Joe Henderson’s Musings for Miles

Joe Henderson raised the standard of tribute albums from homage to art with the sessions he devoted to Billy Strayhorn and Miles Davis in the early nineties.  They also marked a veritable rebirth of Henderson as a major figure in music.  His album of Strayhorn tunes, Lush Life, earned Joe a Grammy for which everyone was delighted.  It was Henderson’s first release for Verve, and its success enabled him to undertake four more ambitious projects that would have been inconceivable without major label support.

These included a memorial to Miles Davis, So Near, So Far; and an album of songs by Antonio Carlos Jobim, Double Rainbow, recorded a year after Joe’s appearance with Jobim in Sao Paulo, Brazil.  The Brazilian idiom had long been an inspiration for the Lima, Ohio native.  Henderson’s brilliant 1963 debut, Page One, followed a tour of Brazil with Kenny Dorham, and featured two new bossa novas, Dorham’s “Blue Bossa” and Henderson’s “Recorda Me,” that soon became standards.  In 1996, Henderson fulfilled a career-long goal of making a big band record with the hard-swinging Shade of Jade.  It featured arrangements by Henderson, Slide Hampton and Michael Philip Mossman, solos by Chick Corea and Nicholas Payton, the high-note lead of trumpeter Jon Faddis, and the thrill of hearing such Henderson gems as “Isotope,” “Step Lightly,” “Inner Urge,” and “Black Narcissus” played by a surging, 18-piece orchestra.  The following year he took a new look at Porgy & Bess, playing graceful small-band arrangements by Bob Belden marred only by undistinguished cameos by Chaka Khan and Sting.  The latter proved to be his swan song.  Henderson died in 2001 at the age of 64 after a long bout with emphysema.

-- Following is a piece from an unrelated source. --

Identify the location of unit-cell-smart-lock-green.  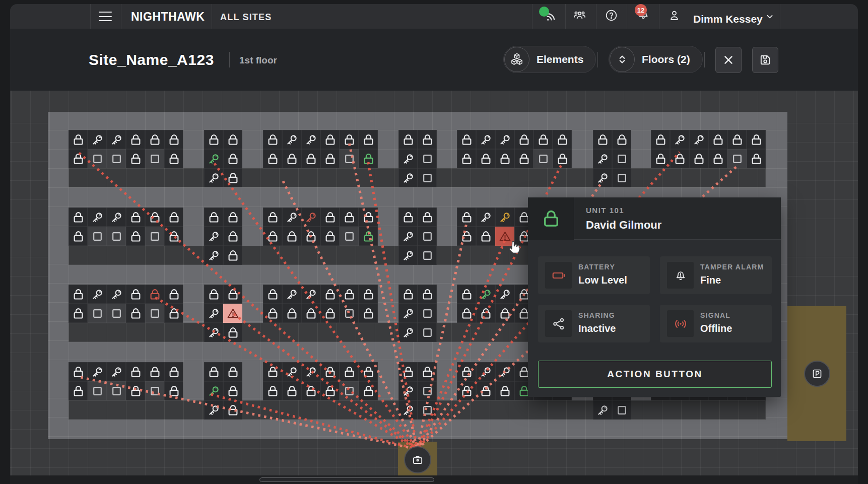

Lush Life was followed by So Near, So Far (Musings for Miles).  Joe had played with Miles for a minute in 1967 when the trumpeter expanded his quintet to include two tenors.  Alas, that edition went unrecorded, but on Musings, Henderson gives more than a hint of how well his sonorous tenor would have complemented Miles and Wayne Shorter.  Davis alums John Scofield, Dave Holland, and Al Foster proved to be ideal counterparts on the memorial.  Produced by Richard Seidel and Don Sickler, Musings offers a well-balanced selection of well-known Davis originals, “Miles Ahead,” “Flamenco Sketches,” “Joshua,” and “Milestones,” alongside such rarely played Miles as “Swing Spring,” “Teo,” “Side Car,” and the title track.

I found an interview this morning with saxophonist Jerry Bergonzi in which he discusses the astrological Four Elements of Air, Water, Fire, and Earth.  Gonz hears in Henderson a powerful mix of Earth and Air.  “He can be playing some far out stuff [Air] and all of a sudden he comes back [to Earth] and grounds it and plays some groove that knocks you off your feet.  He’s amazingly smart and fleet.”

I also came across this filmed interview with Henderson and John Scofield that Bret Primak conducted for a JazzTimes feature in 1995.  The guitarist collaborated on three of Joe’s Verve releases, and their musical rapport carries over into this relaxed dialogue which touches on, among other things, the thorny issue of whether or not stylistic originality was increasingly being lost in jazz.  https://www.youtube.com/watch?v=B5dpkkzCgJk

Here’s Joe in great form with Dave Holland and Al Foster in a 1993 performance of “Serenity,” one of the originals that Henderson introduced when he emerged as an impressively mature and dynamic new voice in the mid-sixties.